Each one of these arguments with the past end the same way, we are where we are now. Fussing with the past does not change the present in any meaningful way. Similarly, the past cannot hurt our present. When we think about that happened in the past, even something painful, we experience new pain in the present based on how we think about the past event. It is not the past hurting us. For example, when I graduated from high school, the girl I dated at the time broke up with me shortly after graduation. Did it hurt at the time, absolutely. I was despondent for at least a few days. But today, the hurt of that event has no direct impact on me today. The only negative emotion I might experience today is in how I think about that event. I can choose to be sad today because of something that happened over 30 years ago, or I can look at that same event and think about how it opened the door to date the woman I would eventually marry (and to who I am happily married to today).

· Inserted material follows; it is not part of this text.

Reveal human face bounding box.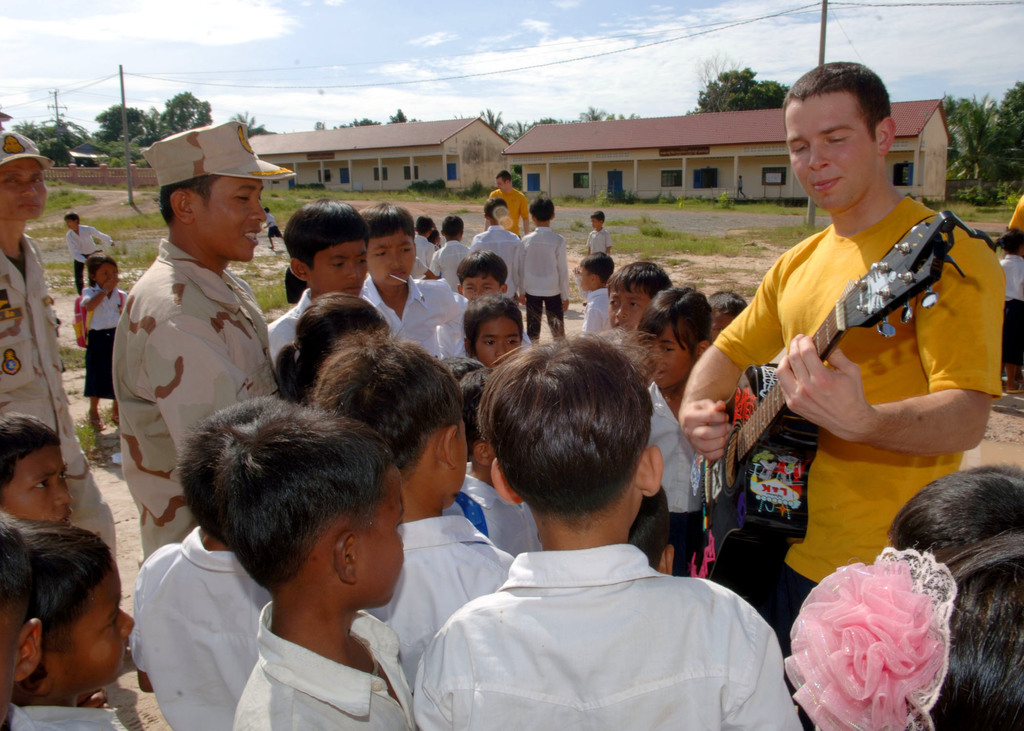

The event itself has no power over me and nothing I can do will change the fact that she broke up with me.

 

And what of the future? Raise your hand if you have ever worried about something that might happen? Keep your hand up if when the thing happened, it was different than you expected? And in truth, did worrying about it have any impact on the event. Chances are the worry itself had no meaningful impact. Now, you may have done things that altered the event in some way, but the worry itself probably only succeeded in providing you with discomfort in the present. Worry, by itself, does not impact the future. I can spend hours worrying about something that might happen. The worry will not make it happen, nor will it prevent it from happening. When I was in college (any of the times I was in college…there were a few), I often worried about whether I would graduate…okay I only worried about that in undergraduate, because I was not very studious. The point to the story is this, the worry did not increase or decrease my likelihood of graduating. Spending more time studying, doing my homework, these are the things that impacted the likelihood of the event. The same can be said of job hunting. You can spend hours and hours worrying about whether you will get an interview, but none of that worrying will increase the chances of getting an interview. Spending time on interview prep, revising your resume, making connections with prospective employers, these are all things that will increase your chances of getting an interview.

 

Where does that leave us? You cannot change your past and the future is yet to be written. The only real control you have is the decisions you make in the present. Those decisions can be informed by the knowledge of your past and made in light of where you want to be in the future, but they are still made in the present. Energy spent regretting your past and worrying about your future is wasted and emotional discomfort you feel about the past or the future you are choosing to feel in your present. I am reminded of a song from one of my favorite musicals by Jon Larson, Rent. “There's only us, there's only this. Forget regret, or life is your's to miss. No other path, no other way. No day but today.”

 

Each of us only has now. The direction your life takes in the future depends 100% on what you do now. So what are you going to do?